Susan Lewis’ Don’t Believe a Word (HarperCollins) is the biggest new release of the week to make a dent in the MMF Top 20, taking eighth place with 5,919 copies sold at the first time of asking, which is up 34.5% compared to Lewis’ March release Nothing to See Here which sold 4,401 copies in its first week on sale before jumping to a peak of 7,056 units two weeks later.
Finally, the Paperback Non-Fiction Top 20 remains relatively static compared to the rest of this week’s charts with the top four titles staying the same this week – despite all of them experiencing double-digit percentage drops in sales.
Gillian Anderson’s Want (Bloomsbury) declines the least, with sales contracting 11.1% to 4,619 units, keeping the Hollywood star 1,216 copies clear of second-placed The Courage to Be Disliked by Ichiro Kishimi and Fumitake Koga (Allen & Unwin).
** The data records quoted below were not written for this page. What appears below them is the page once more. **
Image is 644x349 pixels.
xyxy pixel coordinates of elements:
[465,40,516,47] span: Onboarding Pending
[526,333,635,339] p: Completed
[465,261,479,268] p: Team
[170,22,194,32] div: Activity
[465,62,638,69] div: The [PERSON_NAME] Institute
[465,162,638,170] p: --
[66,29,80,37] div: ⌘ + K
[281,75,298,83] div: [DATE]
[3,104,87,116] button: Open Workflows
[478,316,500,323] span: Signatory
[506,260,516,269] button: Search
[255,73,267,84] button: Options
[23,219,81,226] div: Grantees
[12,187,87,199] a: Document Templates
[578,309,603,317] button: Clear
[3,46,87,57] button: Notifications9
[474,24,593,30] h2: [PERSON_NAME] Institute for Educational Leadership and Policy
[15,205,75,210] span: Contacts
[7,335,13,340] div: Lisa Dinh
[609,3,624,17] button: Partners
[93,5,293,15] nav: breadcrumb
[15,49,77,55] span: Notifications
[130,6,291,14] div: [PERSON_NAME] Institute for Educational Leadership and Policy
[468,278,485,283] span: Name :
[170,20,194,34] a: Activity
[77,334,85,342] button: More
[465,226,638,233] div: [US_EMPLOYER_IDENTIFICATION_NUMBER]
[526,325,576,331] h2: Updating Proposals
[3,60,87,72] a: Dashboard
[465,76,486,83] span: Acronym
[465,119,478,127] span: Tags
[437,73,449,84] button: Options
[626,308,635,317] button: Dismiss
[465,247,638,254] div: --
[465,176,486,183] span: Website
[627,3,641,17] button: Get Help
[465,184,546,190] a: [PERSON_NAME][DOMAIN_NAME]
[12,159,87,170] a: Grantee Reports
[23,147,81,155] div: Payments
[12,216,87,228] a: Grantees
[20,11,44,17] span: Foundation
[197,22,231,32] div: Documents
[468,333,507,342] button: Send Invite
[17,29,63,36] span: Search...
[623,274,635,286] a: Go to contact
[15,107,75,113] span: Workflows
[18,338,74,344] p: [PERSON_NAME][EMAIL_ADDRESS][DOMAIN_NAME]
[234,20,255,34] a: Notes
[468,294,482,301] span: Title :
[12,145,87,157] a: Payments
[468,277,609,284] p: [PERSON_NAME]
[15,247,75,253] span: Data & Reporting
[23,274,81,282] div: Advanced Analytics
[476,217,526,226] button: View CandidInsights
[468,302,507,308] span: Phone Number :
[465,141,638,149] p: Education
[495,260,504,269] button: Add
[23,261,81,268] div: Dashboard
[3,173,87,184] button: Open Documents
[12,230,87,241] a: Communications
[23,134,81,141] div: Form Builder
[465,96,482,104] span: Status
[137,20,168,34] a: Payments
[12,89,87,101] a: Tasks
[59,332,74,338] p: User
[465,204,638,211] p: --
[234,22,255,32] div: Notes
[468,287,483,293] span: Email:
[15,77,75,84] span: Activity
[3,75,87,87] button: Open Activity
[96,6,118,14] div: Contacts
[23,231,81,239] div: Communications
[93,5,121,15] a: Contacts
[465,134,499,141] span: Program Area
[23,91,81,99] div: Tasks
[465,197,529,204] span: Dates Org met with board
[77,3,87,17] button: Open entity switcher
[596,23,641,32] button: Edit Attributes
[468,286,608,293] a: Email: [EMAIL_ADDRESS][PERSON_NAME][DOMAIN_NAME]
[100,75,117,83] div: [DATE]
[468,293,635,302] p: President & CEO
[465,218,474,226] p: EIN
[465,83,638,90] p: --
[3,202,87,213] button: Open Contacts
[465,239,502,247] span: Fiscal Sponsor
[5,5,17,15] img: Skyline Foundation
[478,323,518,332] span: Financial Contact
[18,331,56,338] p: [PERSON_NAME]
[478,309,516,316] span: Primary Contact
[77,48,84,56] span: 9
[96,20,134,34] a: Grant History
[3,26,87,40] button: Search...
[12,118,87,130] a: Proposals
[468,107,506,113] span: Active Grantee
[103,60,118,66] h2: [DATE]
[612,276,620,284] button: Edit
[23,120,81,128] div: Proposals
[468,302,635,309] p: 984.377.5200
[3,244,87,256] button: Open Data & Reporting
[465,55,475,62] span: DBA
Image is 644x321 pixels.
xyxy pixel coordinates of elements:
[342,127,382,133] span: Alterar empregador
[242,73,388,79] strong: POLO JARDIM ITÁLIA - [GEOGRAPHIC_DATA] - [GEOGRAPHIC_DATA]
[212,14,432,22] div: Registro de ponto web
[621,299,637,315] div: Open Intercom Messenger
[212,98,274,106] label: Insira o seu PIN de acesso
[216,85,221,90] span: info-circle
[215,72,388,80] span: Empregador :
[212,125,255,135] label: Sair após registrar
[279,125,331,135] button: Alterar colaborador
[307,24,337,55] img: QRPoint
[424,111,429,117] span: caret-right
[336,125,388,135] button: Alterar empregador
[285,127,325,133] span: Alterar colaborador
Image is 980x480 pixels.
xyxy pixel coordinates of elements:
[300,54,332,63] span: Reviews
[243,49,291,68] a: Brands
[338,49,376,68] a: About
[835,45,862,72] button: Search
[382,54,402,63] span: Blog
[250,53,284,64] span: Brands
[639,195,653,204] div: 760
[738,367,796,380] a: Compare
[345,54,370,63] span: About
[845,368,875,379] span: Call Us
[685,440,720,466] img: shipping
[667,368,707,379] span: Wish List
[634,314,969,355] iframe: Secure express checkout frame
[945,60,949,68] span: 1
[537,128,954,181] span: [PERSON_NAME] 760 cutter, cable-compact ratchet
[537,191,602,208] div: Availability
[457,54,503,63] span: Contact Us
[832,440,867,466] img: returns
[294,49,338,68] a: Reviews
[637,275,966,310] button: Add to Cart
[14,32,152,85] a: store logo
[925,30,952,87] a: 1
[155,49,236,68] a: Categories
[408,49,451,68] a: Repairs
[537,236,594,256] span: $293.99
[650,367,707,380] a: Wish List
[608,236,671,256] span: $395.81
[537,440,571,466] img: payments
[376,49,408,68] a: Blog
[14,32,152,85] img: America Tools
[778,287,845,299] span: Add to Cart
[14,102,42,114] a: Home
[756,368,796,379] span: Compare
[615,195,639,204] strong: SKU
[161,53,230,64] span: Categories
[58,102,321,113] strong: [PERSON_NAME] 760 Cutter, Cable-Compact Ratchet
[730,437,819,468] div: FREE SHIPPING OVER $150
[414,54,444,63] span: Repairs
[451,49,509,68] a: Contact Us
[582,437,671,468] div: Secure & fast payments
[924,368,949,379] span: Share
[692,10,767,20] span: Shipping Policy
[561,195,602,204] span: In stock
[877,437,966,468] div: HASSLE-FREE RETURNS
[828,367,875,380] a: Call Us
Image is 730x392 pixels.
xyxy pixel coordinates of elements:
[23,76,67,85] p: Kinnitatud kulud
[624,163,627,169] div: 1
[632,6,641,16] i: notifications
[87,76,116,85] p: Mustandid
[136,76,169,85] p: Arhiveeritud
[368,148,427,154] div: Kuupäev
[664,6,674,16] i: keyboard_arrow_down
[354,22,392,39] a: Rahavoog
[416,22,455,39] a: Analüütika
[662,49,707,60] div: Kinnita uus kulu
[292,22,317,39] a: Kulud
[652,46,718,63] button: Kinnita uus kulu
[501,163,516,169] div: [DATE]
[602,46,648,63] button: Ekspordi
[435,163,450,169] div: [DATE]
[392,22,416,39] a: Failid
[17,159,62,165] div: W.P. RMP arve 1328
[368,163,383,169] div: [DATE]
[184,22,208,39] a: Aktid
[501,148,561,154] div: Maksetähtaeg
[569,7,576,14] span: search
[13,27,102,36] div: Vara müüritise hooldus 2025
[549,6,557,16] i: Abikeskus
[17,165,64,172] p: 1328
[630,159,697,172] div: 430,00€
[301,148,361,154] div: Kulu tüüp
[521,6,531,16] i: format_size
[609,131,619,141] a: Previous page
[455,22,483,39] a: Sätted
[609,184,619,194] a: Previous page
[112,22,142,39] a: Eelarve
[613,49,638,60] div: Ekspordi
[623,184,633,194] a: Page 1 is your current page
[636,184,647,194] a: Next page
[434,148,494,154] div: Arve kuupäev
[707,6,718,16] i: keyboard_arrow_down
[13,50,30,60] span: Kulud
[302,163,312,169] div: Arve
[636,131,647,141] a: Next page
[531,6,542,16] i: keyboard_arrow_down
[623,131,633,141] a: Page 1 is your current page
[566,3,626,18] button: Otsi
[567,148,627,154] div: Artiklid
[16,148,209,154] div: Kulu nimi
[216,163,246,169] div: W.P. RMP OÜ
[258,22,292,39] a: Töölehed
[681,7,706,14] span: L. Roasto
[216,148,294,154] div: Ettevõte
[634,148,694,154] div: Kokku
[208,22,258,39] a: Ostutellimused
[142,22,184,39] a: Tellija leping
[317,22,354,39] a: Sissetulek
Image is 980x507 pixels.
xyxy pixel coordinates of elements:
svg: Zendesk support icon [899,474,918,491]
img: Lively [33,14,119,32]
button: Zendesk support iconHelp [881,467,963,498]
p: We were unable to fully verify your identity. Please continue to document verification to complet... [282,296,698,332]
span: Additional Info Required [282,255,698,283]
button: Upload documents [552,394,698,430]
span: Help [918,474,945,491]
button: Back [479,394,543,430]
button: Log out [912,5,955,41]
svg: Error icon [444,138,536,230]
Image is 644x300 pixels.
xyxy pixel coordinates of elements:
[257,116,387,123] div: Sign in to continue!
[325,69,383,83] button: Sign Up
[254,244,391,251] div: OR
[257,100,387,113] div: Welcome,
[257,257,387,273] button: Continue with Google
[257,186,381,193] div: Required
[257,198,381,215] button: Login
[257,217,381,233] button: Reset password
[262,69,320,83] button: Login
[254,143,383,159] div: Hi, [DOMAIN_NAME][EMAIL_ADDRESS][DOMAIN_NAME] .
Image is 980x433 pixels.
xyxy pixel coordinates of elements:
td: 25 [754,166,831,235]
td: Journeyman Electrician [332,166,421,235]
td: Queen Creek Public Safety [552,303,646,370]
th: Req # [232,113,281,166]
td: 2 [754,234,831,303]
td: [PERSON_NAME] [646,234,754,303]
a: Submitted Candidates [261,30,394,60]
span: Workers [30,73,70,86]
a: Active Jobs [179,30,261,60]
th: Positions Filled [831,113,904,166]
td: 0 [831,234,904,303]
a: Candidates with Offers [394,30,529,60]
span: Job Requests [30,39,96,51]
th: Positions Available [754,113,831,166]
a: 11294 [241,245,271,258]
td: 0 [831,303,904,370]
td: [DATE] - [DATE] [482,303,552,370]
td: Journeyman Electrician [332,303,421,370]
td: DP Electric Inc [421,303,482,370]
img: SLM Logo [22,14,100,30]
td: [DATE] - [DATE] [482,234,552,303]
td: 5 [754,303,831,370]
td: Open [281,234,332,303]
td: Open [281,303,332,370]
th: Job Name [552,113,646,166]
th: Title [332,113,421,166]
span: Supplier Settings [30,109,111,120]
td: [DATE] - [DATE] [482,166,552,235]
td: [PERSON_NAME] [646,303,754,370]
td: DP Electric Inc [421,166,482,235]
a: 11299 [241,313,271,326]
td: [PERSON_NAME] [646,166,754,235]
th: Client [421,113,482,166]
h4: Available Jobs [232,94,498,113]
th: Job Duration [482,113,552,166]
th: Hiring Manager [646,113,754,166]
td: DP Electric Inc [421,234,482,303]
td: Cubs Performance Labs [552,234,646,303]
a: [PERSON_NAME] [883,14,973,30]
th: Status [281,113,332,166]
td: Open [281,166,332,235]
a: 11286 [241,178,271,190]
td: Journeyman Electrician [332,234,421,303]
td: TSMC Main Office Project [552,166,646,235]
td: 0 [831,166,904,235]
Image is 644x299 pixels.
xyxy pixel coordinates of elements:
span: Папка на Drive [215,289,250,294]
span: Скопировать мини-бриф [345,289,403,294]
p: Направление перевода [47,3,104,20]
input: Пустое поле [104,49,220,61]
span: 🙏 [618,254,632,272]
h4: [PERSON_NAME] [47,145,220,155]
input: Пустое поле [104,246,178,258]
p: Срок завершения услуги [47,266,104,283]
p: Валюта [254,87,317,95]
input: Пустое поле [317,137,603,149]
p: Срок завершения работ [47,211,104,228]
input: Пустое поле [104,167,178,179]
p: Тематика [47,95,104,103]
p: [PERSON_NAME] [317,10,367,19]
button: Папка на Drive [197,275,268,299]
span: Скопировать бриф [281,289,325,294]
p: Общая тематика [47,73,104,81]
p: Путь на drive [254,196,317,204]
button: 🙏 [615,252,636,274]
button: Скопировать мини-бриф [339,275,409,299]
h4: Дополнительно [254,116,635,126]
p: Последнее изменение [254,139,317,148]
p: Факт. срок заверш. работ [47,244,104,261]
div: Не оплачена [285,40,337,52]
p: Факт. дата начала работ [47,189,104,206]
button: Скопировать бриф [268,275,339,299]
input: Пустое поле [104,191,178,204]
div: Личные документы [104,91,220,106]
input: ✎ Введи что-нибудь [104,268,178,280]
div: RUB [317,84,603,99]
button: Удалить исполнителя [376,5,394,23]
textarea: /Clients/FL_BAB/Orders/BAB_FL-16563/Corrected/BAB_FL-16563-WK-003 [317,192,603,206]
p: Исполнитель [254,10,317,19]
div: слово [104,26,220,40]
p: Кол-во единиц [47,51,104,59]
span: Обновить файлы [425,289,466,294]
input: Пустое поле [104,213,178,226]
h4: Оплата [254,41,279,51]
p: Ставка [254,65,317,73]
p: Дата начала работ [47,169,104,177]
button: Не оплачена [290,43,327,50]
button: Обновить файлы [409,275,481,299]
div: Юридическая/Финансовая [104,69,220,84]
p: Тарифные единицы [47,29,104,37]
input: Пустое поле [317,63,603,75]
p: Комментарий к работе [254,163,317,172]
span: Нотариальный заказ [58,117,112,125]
Despite new releases helping take the Top 50 to a rise of 1.1% compared with the previous seven days, volume across the TCM has dropped 4.7% to 3.1 million books while, in-line with previous weeks, value has fallen at a slower rate, down 2.9% to £29.2m. Compared with the same week last summer, volume is down 8.1%, with value declining 4.4%.